Extreme Muay Thai hit the stratosphere when one contestant was carried out on a stretcher while another suffered a broken nose

Extreme Muay Thai
Although he throws in a few kicks Kriss Axelsson fights in a classic Western style. He narrowly wins his fight against a highly skilled Thai opponent who’s record last March stood at 88 wins out of 108 fights with only 15 losses and 5 draws. Kriss is a Swede who moved to Thailand to perfect his Muay Thai skills. He teaches Muay Thai in Koh Samui. From the little we saw of him, it would be difficult not to like this man. It is also hard to fault his boxing style.
Xtreme Muay Thai boxing,

So why am I calling this video Extreme Muay Thai when I’ve already done a Double Knockout video from all the first rate  action I’ve witnessed from my front row seat at Pattaya Max Stadium?  First off in all 7 fights the action was unrelentingly furious.  Secondly these 7 fights produced more than the usual amount of copious blood.   Third’s the music.  My pal, Big Daddy, called the whole scenario here as a disco with a lot of fighting thrown in.
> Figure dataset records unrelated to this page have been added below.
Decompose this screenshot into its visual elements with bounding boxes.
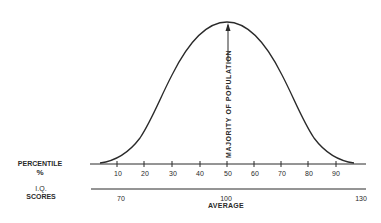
bell-curve-chart: MAJORITY OF POPULATION 10 20 30 40 50 60… [0, 0, 381, 223]
tick-label-50: 50 [224, 170, 232, 177]
percentile-axis-title: PERCENTILE [18, 160, 63, 167]
iq-axis-title: I.Q. [35, 185, 46, 193]
iq-label-70: 70 [117, 195, 125, 202]
tick-label-10: 10 [114, 170, 122, 177]
arrow-head-icon [226, 23, 231, 31]
tick-label-60: 60 [251, 170, 259, 177]
tick-label-20: 20 [141, 170, 149, 177]
tick-label-70: 70 [278, 170, 286, 177]
iq-axis-subtitle: SCORES [26, 193, 56, 200]
iq-label-130: 130 [355, 195, 367, 202]
tick-label-40: 40 [196, 170, 204, 177]
iq-label-100: 100 [220, 195, 232, 202]
percentile-axis-unit: % [36, 168, 43, 177]
percentile-tick-labels: 10 20 30 40 50 60 70 80 90 [114, 170, 340, 177]
iq-label-average: AVERAGE [208, 202, 244, 209]
tick-label-80: 80 [305, 170, 313, 177]
tick-label-90: 90 [332, 170, 340, 177]
tick-label-30: 30 [169, 170, 177, 177]
annotation-majority-of-population: MAJORITY OF POPULATION [225, 50, 232, 158]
For me  Extreme Muay Thai must have better music

With that in mind, I decided to break tradition by stripping all that wining, god awful Thai sound that seems to be de rigour for Muay Thai.  So I injected what I’m calling Jack’s special musical brew over the original sound tracks.

You might not like this video’s break from tradition.  But that’s just one more reason why I’m calling what you are about to experience  Extreme Muay Thai video.

Extreme Muay Thai video is for the high end viewer

I also took this video production to the limit by setting my Nikon at  60 frames a second.  And then I outputted the video at 30 frames a second to make it more appealing to audiences whose eyes are accustomed to watching video at 30 frames a second.

Nikon Glass makes all the difference

But that new Nikon 24 by 70 2.8 lens is sheer magic when it’s parred with my Nikon D750 SLR.  The new Panasonic LX10 with its 1.4 Leica lens is excellent.  But there’s nothing like shooting with very heavy, quite expensive Nikon gear.  But this Nikon Lens?  The colors that come from it produce an almost 3 D effect.  

The focusing of a professional Nikon DSLR camera is so fast that I can rapidly switch from the fight action in the ring to the spectators far away. Lesser cameras cannot do this.

It’s so good and so expensive that I recommend to those who take their photography seriously, to sell the family car, sell the kids and rent out your wife.

The last reason I’m calling this Extreme Muay Thai video, is that I am not keeping the typical internet smart phone user in mind at all.   All that resolution and excellent equipment is best experienced when viewed on a 55 inch television . And since sound is so important to me, I created it so that it could be best heard on a surround sound system with excellent speakers and a powerful amp.

Shooting fight video at Max Muaythai Pattaya Stadium

I’m shooting fight video while Big Daddy and I are sitting ringside at the Max Muaythai Pattaya Stadium watching 7 fights.

This Shooting fight video shows the fist is mightier than the leg
Maroan Hallal knocking out Mamai Por.Yuttapoom.  The video shows in this fight that the fist is more lethal than the kick

I’m concentrating on getting the video with my Nikon D750. Who’s winning? Where the prettiest girls are sitting? Which fighter is tiring the most? Big Daddy is fully aware of what’s going on. while I’m lost trying to get everything right with my camera.

The Nikon D750 is capable of shooting fight video of 4 k at 24 million pixels.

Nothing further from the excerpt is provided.